Andreas Happe: life
Work/Life Balance, pt. 3: Scheduling Work
The first parts of this series were about getting more done while at work as well as making it easier to switch from work into leisure mode. Both have a rather bottom-up feeling to them. In contrast, this post will be top-down: investigating my scheduling habits and trying to get them to a point where they actually protect myself from over-scheduling too much work. My Scheduling Habits thus far After years or trying different todo and task applications, I’ve settled upon a rather simplistic approach: simple markdown todo lists versioned through git.
Work/Life Balance, pt. 2: Separation and Blurry Lines
While the initial experiment focused upon productivity, the main goal of this series is to improve my work/life balance. Getting more productive should just allow me to switch from work to leisure earlier. Currently I have access to my university office, so I have a nice geographical separation between Work/“The Office” and “Everything Else”. So basically I want to keep work at the Office and leisure (mostly) outside of it: getting out of the office to recover while keeping distractions out of the office to let me get out of it faster.
Work/Life Balance, pt. 1: Prelude and Experiments
Last winter I was lucky to enroll in the so-far best lecture of my PhD studies: From Surviving to Thriving: Crafting your good personal Life by the great Geraldine Fitzpatrick. The course was about stress, mindfullnes, crafting, productivity.. nothing mind-blowing nor rocket science but comprehensive, accessible, and charmingly presented. Recently I read Do Nothing which I thoroughly enjoyed. Maybe it’s time to experiment with my time (or rather life) management..
Book Updates and Blog Posts..
Given that I’ve spent more time in my flat (hello, COVID-19) I also spent more time looking at my book shelf.. and wasn’t too happy with it: in hindsight, some of the books I’ve read are way to pretentious and the books I remember as life-changing were mostly read on my kindle anyways. Speaking of Kindles, my first kindle (must be bought around 2008 in the United States) was stored between the books.

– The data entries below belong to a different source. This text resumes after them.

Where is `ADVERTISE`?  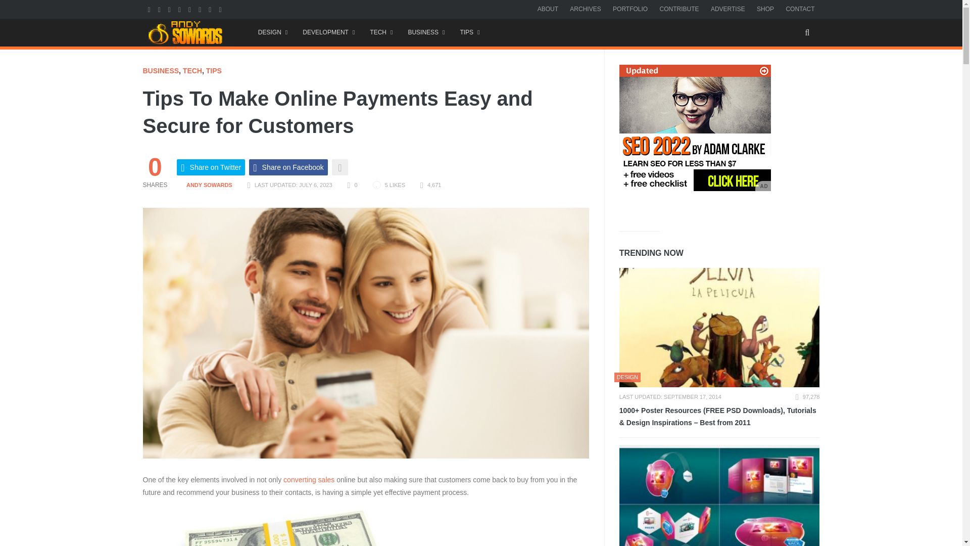 ADVERTISE is located at coordinates (728, 9).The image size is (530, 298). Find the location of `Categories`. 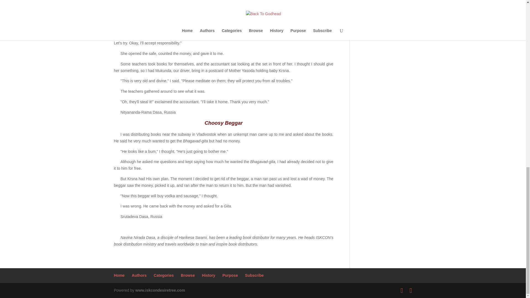

Categories is located at coordinates (164, 276).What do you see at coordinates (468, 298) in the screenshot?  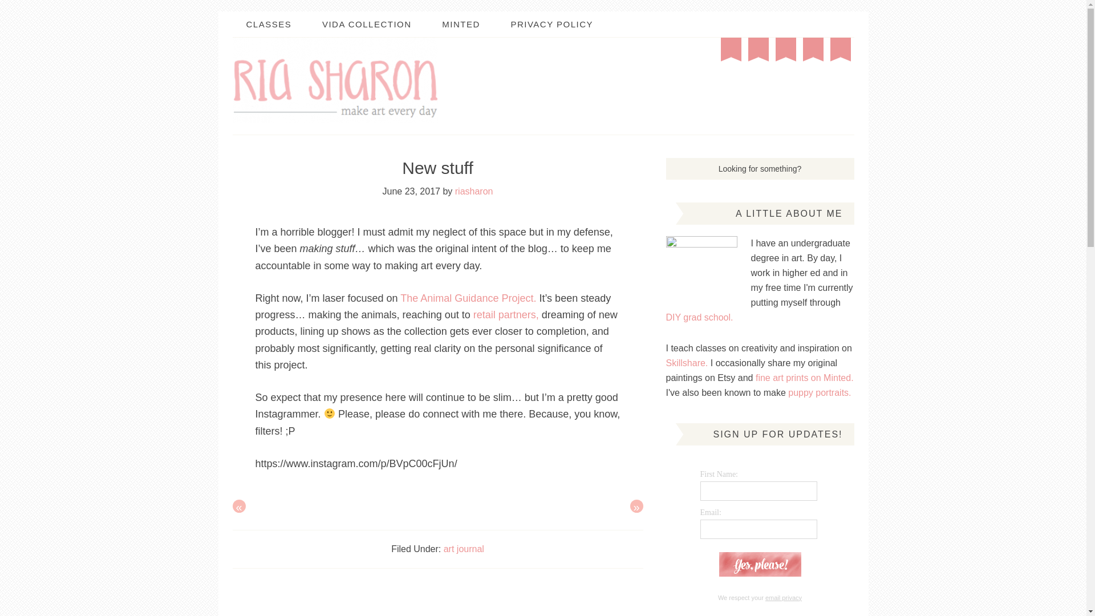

2019 redux, what to expect in 2020
2019 was a year in which I expanded my comfort zone and forced myself to face some fears. I haven’t always been victorious, there’s enough to face next year. I see progress and hope; I do not feel trapped in my situation but rather see a comfy base from which I can explore further. I shed some possessions, mostly donated them or gave them away to friends. This calms my mind tremendously.
Closing down my company
After 15 or so years I’m finally closing down my own company (it was a small one-person vehicle, in Austrian Einzelpersonenunternehmen or EPU). How so? I’ve been self-employed since I’ve started to study at university. Mostly I did software engineering for various research projects at AIT. There was a short side-project (a failed startup that I created with friends of mine), after that more web development with other friends of mine.
Books and influences of mine
Most of you (and there are a couple of thousands of you) come for my tech-posts, but it seems that some of you get lost reading my non-techie posts too. Time to add on of those, it’s been a while.. I breathe books, they give my brain constant input to thrive on. Recently I went through my goodreads list of reread-good-books to check what influences me and started to reread some of them.
On Reframing
There’s power in switching mental models. In my work, switching from “there might be a vulnerability in this software” to “i just haven’t found the vulnerability” was a game changer for me. I get nervous prior to presentations; one switch that helped me was that instead of thinking “my goal is to look bright” I try to remember that my goal is to teach the audience something and it doesn’t matter who stupid I look as long as they gain something from me.
This year's review, 2018 edition
This year was good work- and health-wise, but bad when it comes to money and relationships. Financially the stock market drop hurt, emotionally getting dumped was painful. For 2019, I plan to keep and improve my healthy 2018 habits: enjoy life as non-smoker, keep on bouldering (6a+ - 6c with a rare sent 7a in-between), finally finish a full Bikram yoga sequence and maybe meditate more often. In addition, I’d like to improve my sleep.
Living with changes
This year seems to bring a lot of changes: I’ve switched employers after staying on/off at a research center or the last twelve years. When I started there, I was doing cool network coding for the SECOQC quantum key distribution network, it somehow felt as being a part of some bigger undertaking that finally let to something. My work had a tenable outcome, this compensated for the long hours and poor pay.